Ovary-transplant woman hails 'miracle' baby
A woman who gave birth after receiving the world’s first whole ovary transplant described her newborn baby daughter as “a little miracle”.
Susanne Butscher, 39, was given the ovary by her twin sister Dorothee a year ago after she suffered an early menopause.
She named her daughter Maja after the Roman goddess of fertility and hopes her story will offer hope to other women, she told the Daily Telegraph.
“Being the first woman in the world to give birth after a whole ovary transplant hasn’t sunk in yet, but I’m just so grateful to the doctors who enabled this to happen and to my sister, of course.
“I’m so lucky to have had this wonderful opportunity, which has given me a sense of completeness I would never have had otherwise. When I saw her for the first time I just cried.

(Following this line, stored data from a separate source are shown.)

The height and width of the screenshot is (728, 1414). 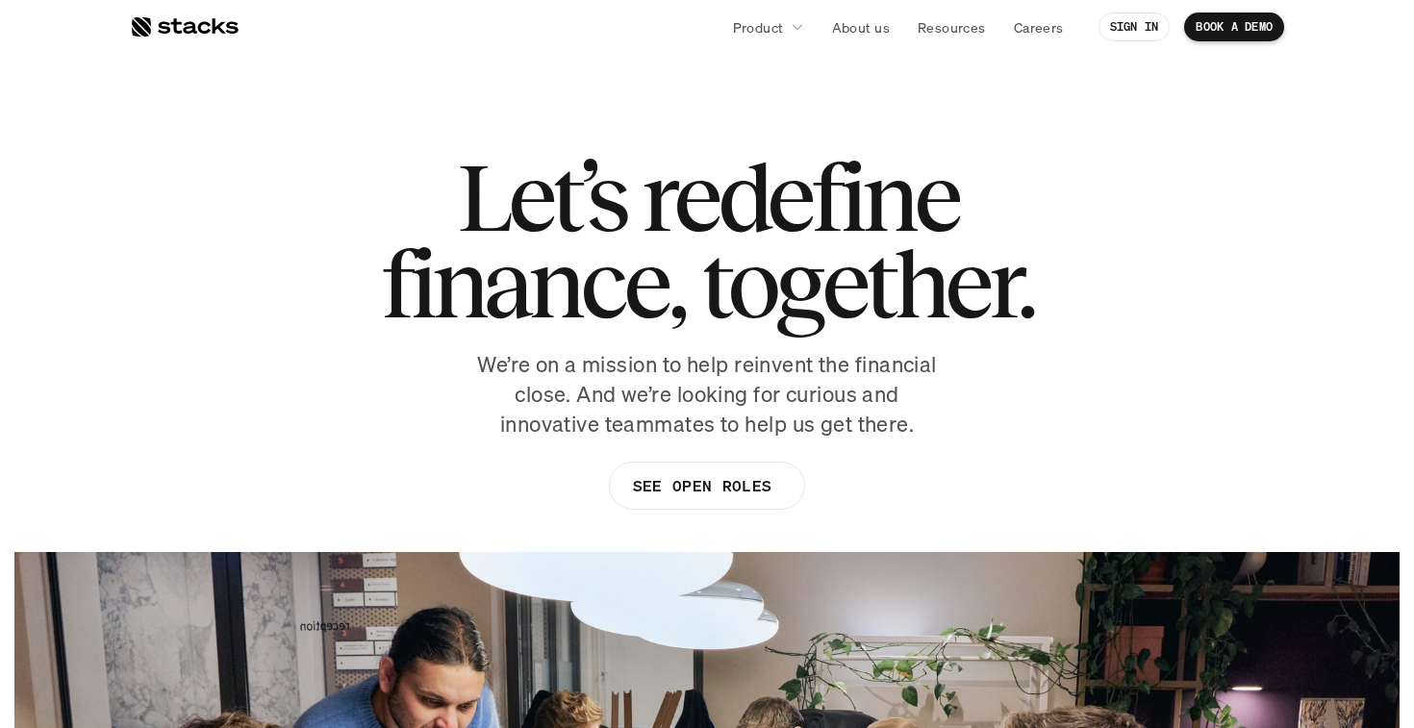 I want to click on p: We’re on a mission to help reinvent the financial close. And we’re looking for curious and innova..., so click(x=707, y=394).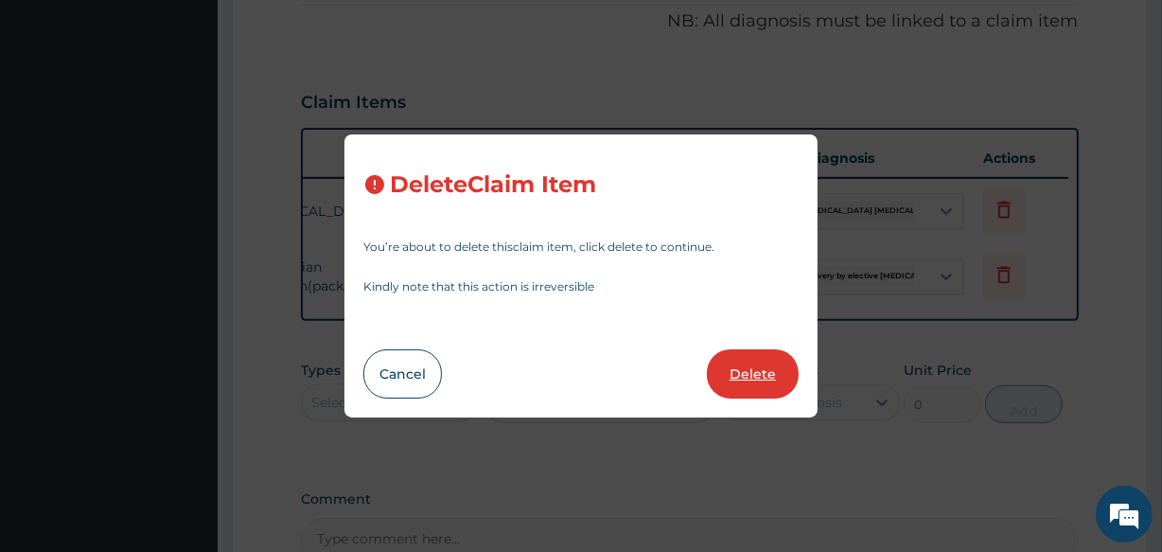 The height and width of the screenshot is (552, 1162). I want to click on span: We're online!, so click(185, 255).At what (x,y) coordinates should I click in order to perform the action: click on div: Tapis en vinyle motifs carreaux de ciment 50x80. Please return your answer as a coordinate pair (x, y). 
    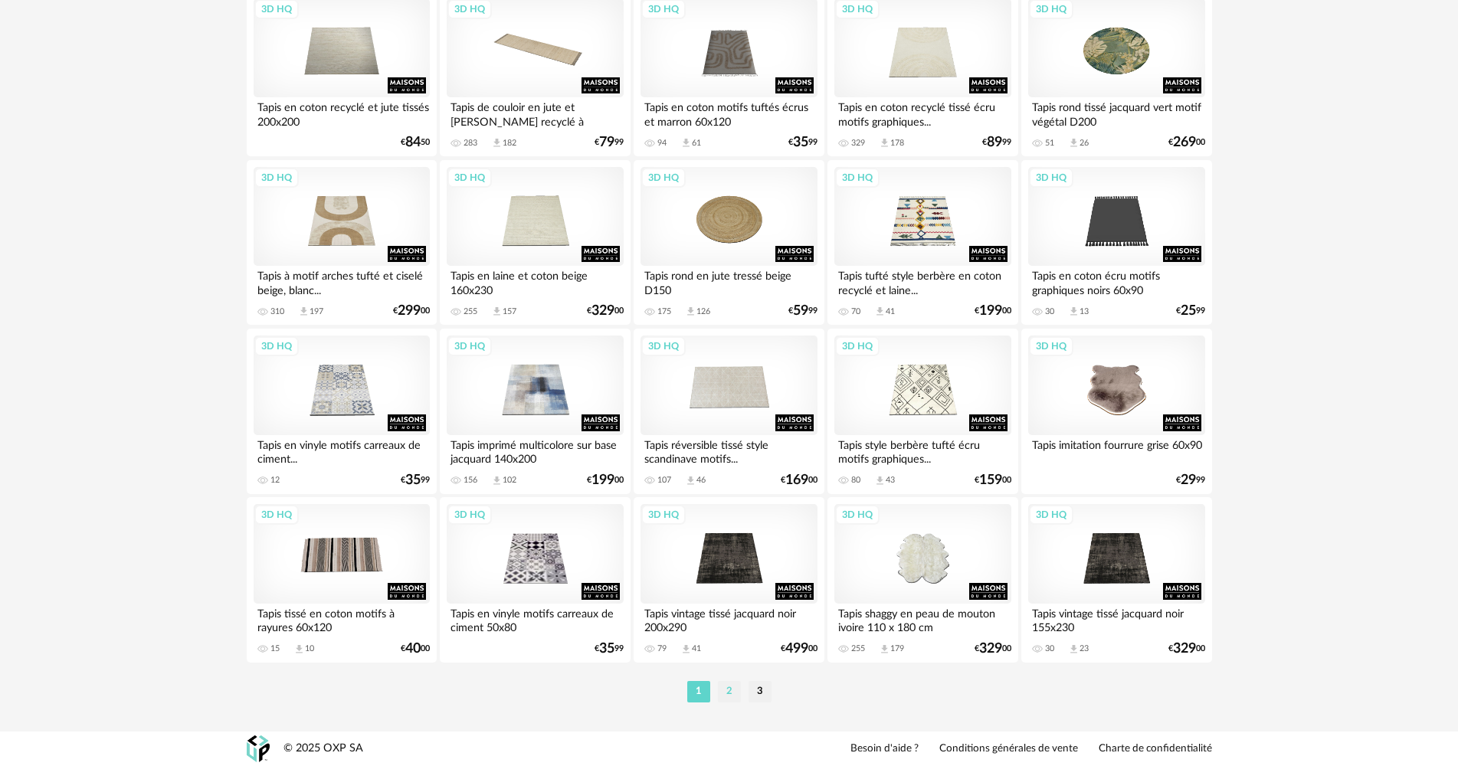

She really is a little miracle.”
Mrs Butscher, who is German, gave birth by elective Caesarean at the Portland Hospital in London on Tuesday after she reached full term but showed no signs of labour.
Maja, who weighed 7lb 15oz, is genetically the child of Mrs Butscher’s twin.
Mrs Butscher, an acupuncturist and complementary therapist, told the newspaper she was diagnosed as being infertile 12 years ago and was told her ovaries were not working properly.
Mrs Butscher and her husband Stephan, 40, moved to London six years ago.
Dr Sherman Silber, who carried out the ovary transplant operation, is based at the Infertility Centre of St Louis, in Missouri, USA.
He has given ovarian tissue transplants to nine twins previously but Mrs Butscher’s case is the first successful whole ovary transplant.
After the transplant, she began ovulating naturally for the first time, she told the newspaper.
Her twin sister has two children and lives in British Columbia.